The Poolside Riddle
The chlorine stung Elena's eyes as she surfaced from her third lap, the hotel pool empty at this hour. Just past dawn, the time when honest thoughts pierce through denial's thin veil. She'd been swimming every morning of this vacation, a "rejuvenation getaway" Marcus had surprised her with, though the surprise was how silently they'd been existing beside each other.
Her iphone vibrated on the lounge chair—Marcus waking, or perhaps work, or the world demanding something she couldn't give. Elena ignored it, treading water instead, watching the first real sunlight hit the stone sphinx that guarded the pool's far end. Some hotel architect's idea of exoticism, its chipped wing casting a long shadow across the water.
The riddle, she thought, staring at its weathered face. What creature walks on four legs, then two, then three? But the real riddle was how twenty years could dissolve into silence so gradually you didn't notice until you were strangers sharing a king bed.
Yesterday, she'd found herself running along the beach, barefoot, chasing something she couldn't name. The sheer momentum of forward motion felt like escape, like if she ran far enough she might outpace the hollow ache in her chest. She'd returned breathless, sand between her toes, to find Marcus reading by the pool, offering her a vitamin D supplement with that careful smile—the one that used to mean tenderness but now meant distance.
"You're burning up, El," he'd said, and she'd wanted to scream that she was already burning, already consumed, that the sun was the only thing making her feel anything at all.
Now she pulled herself from the water, dripping, shivering in the morning air. The sphinx seemed to watch her with its painted smile, its mythical stillness mocking her human restlessness. Elena picked up her phone—a notification from Marcus: "Coffee downstairs?"—and felt something inside her finally choose.
Some riddles, she realized, don't have answers. They only have the courage to stop asking.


Narrow the data below down to the lines containing "caption".

Segment Start: DATA

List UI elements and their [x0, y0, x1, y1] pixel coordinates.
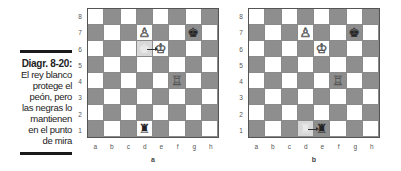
square-a5	[249, 57, 265, 73]
square-d8	[137, 9, 153, 25]
square-f4: ♖	[330, 73, 346, 89]
square-a1	[249, 121, 265, 137]
square-b6	[104, 41, 120, 57]
square-g2	[347, 105, 363, 121]
square-h2	[363, 105, 379, 121]
square-d1: ♜	[298, 121, 314, 137]
square-c4	[282, 73, 298, 89]
square-e3	[314, 89, 330, 105]
square-b3	[104, 89, 120, 105]
square-f8	[169, 9, 185, 25]
diagram-caption: Diagr. 8-20: El rey blanco protege el pe…	[8, 50, 72, 155]
square-f5	[169, 57, 185, 73]
white-rook-icon: ♖	[332, 74, 344, 87]
square-f5	[330, 57, 346, 73]
caption-line: en el punto	[8, 124, 72, 135]
file-label: b	[265, 143, 282, 150]
square-e5	[314, 57, 330, 73]
square-a5	[88, 57, 104, 73]
square-e5	[153, 57, 169, 73]
square-a6	[88, 41, 104, 57]
file-label: a	[87, 143, 104, 150]
file-label: c	[281, 143, 298, 150]
square-h3	[363, 89, 379, 105]
square-d7: ♙	[137, 25, 153, 41]
square-d1: ♜	[137, 121, 153, 137]
square-a2	[249, 105, 265, 121]
rank-label: 2	[236, 111, 246, 118]
square-e2	[314, 105, 330, 121]
move-arrow-icon	[147, 49, 155, 50]
diagram-label: a	[87, 156, 219, 163]
square-a4	[88, 73, 104, 89]
file-label: f	[170, 143, 187, 150]
square-d4	[298, 73, 314, 89]
file-label: h	[203, 143, 220, 150]
square-e3	[153, 89, 169, 105]
square-b1	[265, 121, 281, 137]
rank-label: 3	[236, 94, 246, 101]
square-a7	[88, 25, 104, 41]
square-g4	[186, 73, 202, 89]
square-c4	[121, 73, 137, 89]
square-g3	[186, 89, 202, 105]
square-c2	[282, 105, 298, 121]
square-c5	[121, 57, 137, 73]
chess-diagram-b: 87654321♙♚♔♖♜♜abcdefghb	[236, 0, 386, 171]
diagram-label: b	[248, 156, 380, 163]
rank-label: 5	[75, 62, 85, 69]
square-a7	[249, 25, 265, 41]
square-b5	[265, 57, 281, 73]
square-h5	[202, 57, 218, 73]
chessboard: ♙♚♔♖♜♜	[248, 8, 380, 138]
square-f3	[169, 89, 185, 105]
square-h4	[363, 73, 379, 89]
square-d7: ♙	[298, 25, 314, 41]
square-b5	[104, 57, 120, 73]
square-d5	[298, 57, 314, 73]
rank-label: 8	[75, 13, 85, 20]
square-f7	[330, 25, 346, 41]
square-d3	[137, 89, 153, 105]
square-g5	[347, 57, 363, 73]
black-rook-icon: ♜	[139, 122, 151, 135]
caption-line: protege el	[8, 80, 72, 91]
square-g1	[186, 121, 202, 137]
square-f6	[330, 41, 346, 57]
square-b2	[104, 105, 120, 121]
file-label: f	[331, 143, 348, 150]
rank-label: 3	[75, 94, 85, 101]
white-king-icon: ♔	[316, 42, 328, 55]
square-b8	[265, 9, 281, 25]
caption-line: El rey blanco	[8, 69, 72, 80]
file-label: g	[186, 143, 203, 150]
square-h8	[202, 9, 218, 25]
file-label: c	[120, 143, 137, 150]
rank-label: 7	[75, 29, 85, 36]
square-h7	[202, 25, 218, 41]
file-label: a	[248, 143, 265, 150]
square-g8	[186, 9, 202, 25]
square-e8	[153, 9, 169, 25]
rank-label: 8	[236, 13, 246, 20]
file-label: d	[298, 143, 315, 150]
rank-label: 6	[75, 46, 85, 53]
file-label: e	[153, 143, 170, 150]
rank-label: 5	[236, 62, 246, 69]
square-g4	[347, 73, 363, 89]
square-e8	[314, 9, 330, 25]
square-g3	[347, 89, 363, 105]
white-rook-icon: ♖	[171, 74, 183, 87]
square-c6	[121, 41, 137, 57]
rank-label: 2	[75, 111, 85, 118]
move-arrow-icon	[308, 129, 316, 130]
square-c1	[282, 121, 298, 137]
caption-rule-top	[20, 50, 72, 53]
square-h1	[202, 121, 218, 137]
rank-label: 1	[75, 127, 85, 134]
white-pawn-icon: ♙	[139, 26, 151, 39]
file-label: d	[137, 143, 154, 150]
square-h2	[202, 105, 218, 121]
square-b6	[265, 41, 281, 57]
caption-line: mantienen	[8, 113, 72, 124]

Segment End: DATA

EXERCISE ANSWER
diagram-caption: Diagr. 8-20: El rey blanco protege el pe…	[8, 50, 72, 155]
caption-line: en el punto	[8, 124, 72, 135]
caption-line: protege el	[8, 80, 72, 91]
caption-line: El rey blanco	[8, 69, 72, 80]
caption-rule-top	[20, 50, 72, 53]
caption-line: mantienen	[8, 113, 72, 124]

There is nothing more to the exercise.